Sardis Baptist Church, Birmingham, member Patricia Redmond completed writing her book, “In the Fullness of Time: My Faith Journey,” last spring but the story is far from finished.
The book chronicles Redmond’s life as she has cared for Jamilah, her special-needs daughter who has developmental disabilities. Circumstances haven’t always unfolded as Redmond hoped they would, but she said she’s learned that God is faithful.
“It was a high moment for me after I finished writing it,” she said.
“I thought I had been waiting on God to heal Jamilah but I realized that He was more concerned with changing me than her. I thought I wouldn’t have a testimony until after her healing,” Redmond continued.
“But I’ve learned that faith is standing on God’s word even in unchanged circumstances. It’s evidence of things you don’t see. God gave me a promise back in 1979 that everything would be all right and He’s kept His word.”
Redmond and her husband, Steven, first noticed something was wrong with their infant daughter when she was only months old. “She wasn’t sitting up or developing in other areas as she should have,” Redmond said of her now 25-year-old firstborn.
Not until Jamilah was 16 did doctors determine that she had a chromosomal defect. The Redmonds were excited to finally have a diagnosis but were discouraged to find that there is no name or treatment for this disorder.
“It impedes her neurological development,” Redmond said. “There’s no hereditary link. It was a fluke thing — things like this just happen.”

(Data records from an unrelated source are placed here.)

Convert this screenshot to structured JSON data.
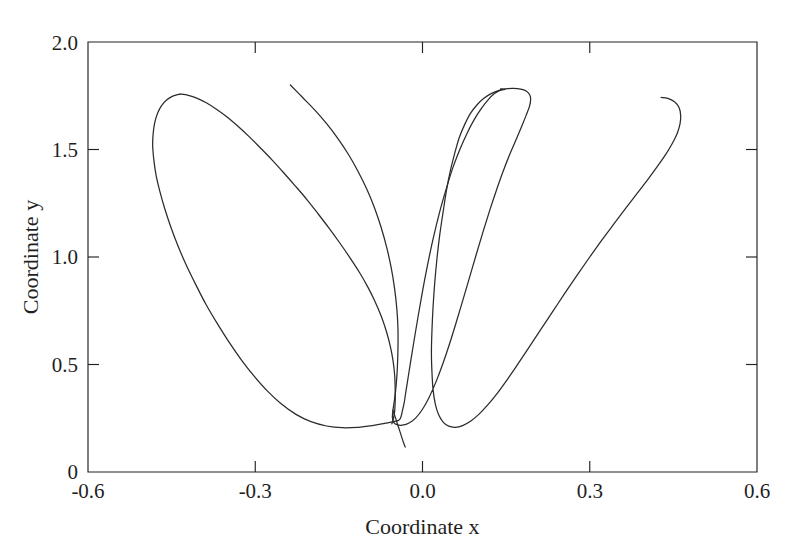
{
  "chart_data": {
    "type": "line",
    "title": "",
    "subtitle": "",
    "xlabel": "Coordinate x",
    "ylabel": "Coordinate y",
    "xlim": [
      -0.6,
      0.6
    ],
    "ylim": [
      0,
      2.0
    ],
    "xticks": [
      -0.6,
      -0.3,
      0.0,
      0.3,
      0.6
    ],
    "xtick_labels": [
      "-0.6",
      "-0.3",
      "0.0",
      "0.3",
      "0.6"
    ],
    "yticks": [
      0,
      0.5,
      1.0,
      1.5,
      2.0
    ],
    "ytick_labels": [
      "0",
      "0.5",
      "1.0",
      "1.5",
      "2.0"
    ],
    "grid": false,
    "legend": null,
    "legend_position": "none",
    "tick_direction": "in",
    "frame": "box",
    "annotations": [],
    "series": [
      {
        "name": "trajectory",
        "color": "#2b2b2b",
        "line_width": 1.25,
        "closed": false,
        "description": "Single continuous open trajectory forming two elongated petal loops meeting near the origin region, with two free ends rising to the upper left and upper right.",
        "points": [
          [
            -0.237,
            1.8
          ],
          [
            -0.215,
            1.742
          ],
          [
            -0.193,
            1.683
          ],
          [
            -0.172,
            1.62
          ],
          [
            -0.152,
            1.552
          ],
          [
            -0.133,
            1.478
          ],
          [
            -0.116,
            1.4
          ],
          [
            -0.1,
            1.316
          ],
          [
            -0.086,
            1.228
          ],
          [
            -0.074,
            1.136
          ],
          [
            -0.064,
            1.042
          ],
          [
            -0.056,
            0.948
          ],
          [
            -0.05,
            0.852
          ],
          [
            -0.046,
            0.758
          ],
          [
            -0.044,
            0.666
          ],
          [
            -0.044,
            0.576
          ],
          [
            -0.045,
            0.49
          ],
          [
            -0.047,
            0.41
          ],
          [
            -0.05,
            0.34
          ],
          [
            -0.053,
            0.288
          ],
          [
            -0.054,
            0.255
          ],
          [
            -0.052,
            0.232
          ],
          [
            -0.046,
            0.22
          ],
          [
            -0.036,
            0.218
          ],
          [
            -0.024,
            0.228
          ],
          [
            -0.012,
            0.252
          ],
          [
            0.0,
            0.292
          ],
          [
            0.012,
            0.348
          ],
          [
            0.024,
            0.418
          ],
          [
            0.036,
            0.5
          ],
          [
            0.048,
            0.592
          ],
          [
            0.06,
            0.692
          ],
          [
            0.072,
            0.796
          ],
          [
            0.084,
            0.902
          ],
          [
            0.096,
            1.008
          ],
          [
            0.108,
            1.112
          ],
          [
            0.12,
            1.212
          ],
          [
            0.132,
            1.306
          ],
          [
            0.144,
            1.394
          ],
          [
            0.156,
            1.474
          ],
          [
            0.168,
            1.546
          ],
          [
            0.178,
            1.608
          ],
          [
            0.186,
            1.66
          ],
          [
            0.192,
            1.702
          ],
          [
            0.194,
            1.734
          ],
          [
            0.192,
            1.756
          ],
          [
            0.186,
            1.772
          ],
          [
            0.176,
            1.781
          ],
          [
            0.163,
            1.784
          ],
          [
            0.149,
            1.782
          ],
          [
            0.136,
            1.774
          ],
          [
            0.123,
            1.76
          ],
          [
            0.11,
            1.738
          ],
          [
            0.098,
            1.708
          ],
          [
            0.086,
            1.668
          ],
          [
            0.076,
            1.618
          ],
          [
            0.066,
            1.556
          ],
          [
            0.058,
            1.484
          ],
          [
            0.05,
            1.402
          ],
          [
            0.043,
            1.31
          ],
          [
            0.037,
            1.21
          ],
          [
            0.031,
            1.104
          ],
          [
            0.026,
            0.994
          ],
          [
            0.022,
            0.882
          ],
          [
            0.019,
            0.77
          ],
          [
            0.017,
            0.66
          ],
          [
            0.016,
            0.556
          ],
          [
            0.017,
            0.462
          ],
          [
            0.019,
            0.382
          ],
          [
            0.023,
            0.316
          ],
          [
            0.029,
            0.266
          ],
          [
            0.037,
            0.232
          ],
          [
            0.047,
            0.213
          ],
          [
            0.059,
            0.208
          ],
          [
            0.072,
            0.216
          ],
          [
            0.086,
            0.236
          ],
          [
            0.101,
            0.268
          ],
          [
            0.117,
            0.312
          ],
          [
            0.134,
            0.366
          ],
          [
            0.152,
            0.43
          ],
          [
            0.171,
            0.502
          ],
          [
            0.191,
            0.58
          ],
          [
            0.212,
            0.662
          ],
          [
            0.234,
            0.748
          ],
          [
            0.256,
            0.834
          ],
          [
            0.278,
            0.918
          ],
          [
            0.3,
            1.0
          ],
          [
            0.322,
            1.08
          ],
          [
            0.344,
            1.156
          ],
          [
            0.365,
            1.228
          ],
          [
            0.385,
            1.296
          ],
          [
            0.404,
            1.36
          ],
          [
            0.421,
            1.42
          ],
          [
            0.436,
            1.476
          ],
          [
            0.448,
            1.528
          ],
          [
            0.457,
            1.576
          ],
          [
            0.462,
            1.62
          ],
          [
            0.463,
            1.66
          ],
          [
            0.46,
            1.696
          ],
          [
            0.452,
            1.722
          ],
          [
            0.44,
            1.738
          ],
          [
            0.428,
            1.742
          ]
        ],
        "points_second_lobe": [
          [
            -0.435,
            1.758
          ],
          [
            -0.448,
            1.748
          ],
          [
            -0.459,
            1.73
          ],
          [
            -0.468,
            1.704
          ],
          [
            -0.475,
            1.67
          ],
          [
            -0.48,
            1.628
          ],
          [
            -0.483,
            1.578
          ],
          [
            -0.484,
            1.52
          ],
          [
            -0.482,
            1.454
          ],
          [
            -0.478,
            1.382
          ],
          [
            -0.471,
            1.304
          ],
          [
            -0.462,
            1.222
          ],
          [
            -0.451,
            1.136
          ],
          [
            -0.438,
            1.048
          ],
          [
            -0.423,
            0.958
          ],
          [
            -0.406,
            0.868
          ],
          [
            -0.388,
            0.778
          ],
          [
            -0.368,
            0.69
          ],
          [
            -0.347,
            0.604
          ],
          [
            -0.325,
            0.522
          ],
          [
            -0.302,
            0.446
          ],
          [
            -0.278,
            0.376
          ],
          [
            -0.253,
            0.316
          ],
          [
            -0.227,
            0.268
          ],
          [
            -0.2,
            0.234
          ],
          [
            -0.172,
            0.214
          ],
          [
            -0.144,
            0.206
          ],
          [
            -0.116,
            0.208
          ],
          [
            -0.09,
            0.216
          ],
          [
            -0.068,
            0.226
          ],
          [
            -0.052,
            0.234
          ],
          [
            -0.043,
            0.24
          ],
          [
            -0.04,
            0.248
          ],
          [
            -0.038,
            0.262
          ],
          [
            -0.036,
            0.285
          ],
          [
            -0.033,
            0.32
          ],
          [
            -0.03,
            0.37
          ],
          [
            -0.026,
            0.436
          ],
          [
            -0.021,
            0.518
          ],
          [
            -0.015,
            0.614
          ],
          [
            -0.008,
            0.722
          ],
          [
            0.0,
            0.84
          ],
          [
            0.009,
            0.962
          ],
          [
            0.019,
            1.084
          ],
          [
            0.03,
            1.202
          ],
          [
            0.042,
            1.312
          ],
          [
            0.054,
            1.412
          ],
          [
            0.067,
            1.5
          ],
          [
            0.08,
            1.576
          ],
          [
            0.093,
            1.64
          ],
          [
            0.106,
            1.692
          ],
          [
            0.118,
            1.732
          ],
          [
            0.129,
            1.76
          ],
          [
            0.139,
            1.775
          ],
          [
            0.148,
            1.78
          ],
          [
            0.14,
            1.782
          ]
        ],
        "points_left_petal_inner": [
          [
            -0.435,
            1.758
          ],
          [
            -0.42,
            1.752
          ],
          [
            -0.404,
            1.738
          ],
          [
            -0.387,
            1.716
          ],
          [
            -0.369,
            1.686
          ],
          [
            -0.35,
            1.65
          ],
          [
            -0.331,
            1.608
          ],
          [
            -0.311,
            1.56
          ],
          [
            -0.291,
            1.508
          ],
          [
            -0.27,
            1.452
          ],
          [
            -0.249,
            1.392
          ],
          [
            -0.228,
            1.33
          ],
          [
            -0.207,
            1.266
          ],
          [
            -0.187,
            1.2
          ],
          [
            -0.167,
            1.132
          ],
          [
            -0.148,
            1.064
          ],
          [
            -0.13,
            0.996
          ],
          [
            -0.113,
            0.928
          ],
          [
            -0.098,
            0.86
          ],
          [
            -0.085,
            0.792
          ],
          [
            -0.074,
            0.724
          ],
          [
            -0.065,
            0.656
          ],
          [
            -0.058,
            0.588
          ],
          [
            -0.053,
            0.52
          ],
          [
            -0.05,
            0.452
          ],
          [
            -0.049,
            0.386
          ],
          [
            -0.049,
            0.328
          ],
          [
            -0.05,
            0.282
          ],
          [
            -0.052,
            0.25
          ],
          [
            -0.054,
            0.232
          ],
          [
            -0.055,
            0.224
          ]
        ],
        "points_tail_down": [
          [
            -0.053,
            0.288
          ],
          [
            -0.048,
            0.248
          ],
          [
            -0.043,
            0.208
          ],
          [
            -0.038,
            0.168
          ],
          [
            -0.034,
            0.136
          ],
          [
            -0.031,
            0.116
          ]
        ]
      }
    ]
  },
  "axes": {
    "x_title": "Coordinate x",
    "y_title": "Coordinate y"
  }
}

The Redmonds used to have a sitter stay with Jamilah during the day while they worked. But in 1995, after 25 years of working at Bell South, Patricia Redmond retired and decided to stay at home with Jamilah. This is when she began working on the book.
Seeing growth
“I had kept journals all during Jamilah’s life,” she said. “My husband encouraged me to put the notes in a book. It was a retrospective work for me to see all that God had done and how I had grown in Him.”
Since 1996 Redmond has spoken to various groups concerning her story and life with a disabled child.

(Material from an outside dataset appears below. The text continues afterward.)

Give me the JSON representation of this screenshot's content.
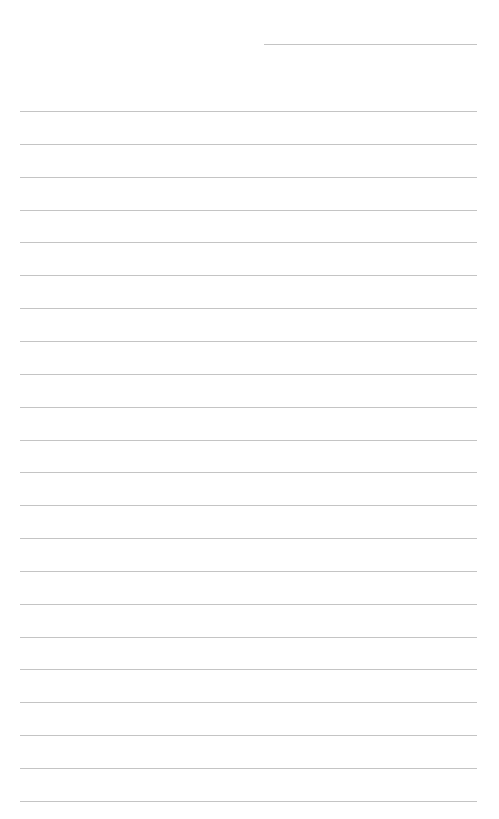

“My message to people is clear: God’s people need to hold on and hold out to the end. It’s God’s time, not ours,” she said. “He works things out for our good and His glory.”

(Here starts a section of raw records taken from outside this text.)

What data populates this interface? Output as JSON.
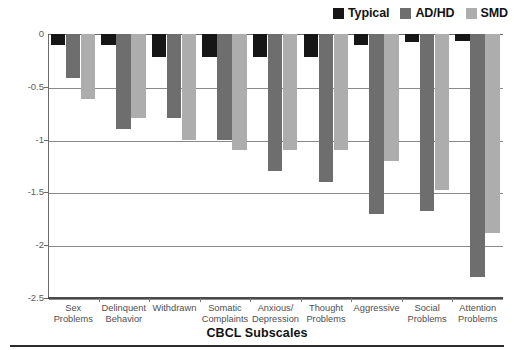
{
  "chart_data": {
    "type": "bar",
    "title": "",
    "xlabel": "CBCL Subscales",
    "ylabel": "",
    "ylim": [
      -2.5,
      0
    ],
    "yticks": [
      0,
      -0.5,
      -1,
      -1.5,
      -2,
      -2.5
    ],
    "ytick_labels": [
      "0",
      "-0.5",
      "-1",
      "-1.5",
      "-2",
      "-2.5"
    ],
    "grid": true,
    "legend_position": "top-right",
    "orientation": "vertical-negative",
    "categories": [
      "Sex Problems",
      "Delinquent Behavior",
      "Withdrawn",
      "Somatic Complaints",
      "Anxious/ Depression",
      "Thought Problems",
      "Aggressive",
      "Social Problems",
      "Attention Problems"
    ],
    "category_lines": [
      [
        "Sex",
        "Problems"
      ],
      [
        "Delinquent",
        "Behavior"
      ],
      [
        "Withdrawn",
        ""
      ],
      [
        "Somatic",
        "Complaints"
      ],
      [
        "Anxious/",
        "Depression"
      ],
      [
        "Thought",
        "Problems"
      ],
      [
        "Aggressive",
        ""
      ],
      [
        "Social",
        "Problems"
      ],
      [
        "Attention",
        "Problems"
      ]
    ],
    "series": [
      {
        "name": "Typical",
        "color": "#161616",
        "values": [
          -0.1,
          -0.1,
          -0.22,
          -0.22,
          -0.22,
          -0.22,
          -0.1,
          -0.08,
          -0.07
        ]
      },
      {
        "name": "AD/HD",
        "color": "#6e6e6e",
        "values": [
          -0.42,
          -0.9,
          -0.8,
          -1.0,
          -1.3,
          -1.4,
          -1.7,
          -1.68,
          -2.3
        ]
      },
      {
        "name": "SMD",
        "color": "#adadad",
        "values": [
          -0.62,
          -0.8,
          -1.0,
          -1.1,
          -1.1,
          -1.1,
          -1.2,
          -1.48,
          -1.88
        ]
      }
    ]
  },
  "legend": {
    "entries": [
      {
        "label": "Typical",
        "color": "#161616"
      },
      {
        "label": "AD/HD",
        "color": "#6e6e6e"
      },
      {
        "label": "SMD",
        "color": "#adadad"
      }
    ]
  }
}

Redmond added her final chapter to the book last spring. She called this chapter “Surviving the Middle” and lists seven things that she believes can help Christians endure between the time that they receive a word from God and when it is manifested.
“Waiting is often involved,” she said. “Things usually go so quickly in our society, and we don’t wait very well. Waiting means you don’t know or see it, but you still trust God.”
Redmond said she shares her struggles and victories in hopes of teaching others not to look to instant cures but to have peace within circumstances that seem impossible.
“God gives me the confidence and faith to hold on. When is the end — when it’s all right — going to be? When He heals her? When I die? I don’t know and that’s faith,” she said. “I do know He hasn’t taken His word back.”
Redmond, who earned her master of arts in public and private management from Birmingham-Southern College, now works part time as a marketing coordinator for the master’s program. She stays at home during the day with Jamilah while her husband, a schoolteacher, is at work. When he comes home, she leaves for Birmingham-Southern. “We swap hours that we watch Jamilah and it works well,” she said.
Besides being an author, speaker, wife and mother, Redmond is a Sunday School teacher and a deaconess at Sardis. Until recently she also served as director of the church’s women’s ministry.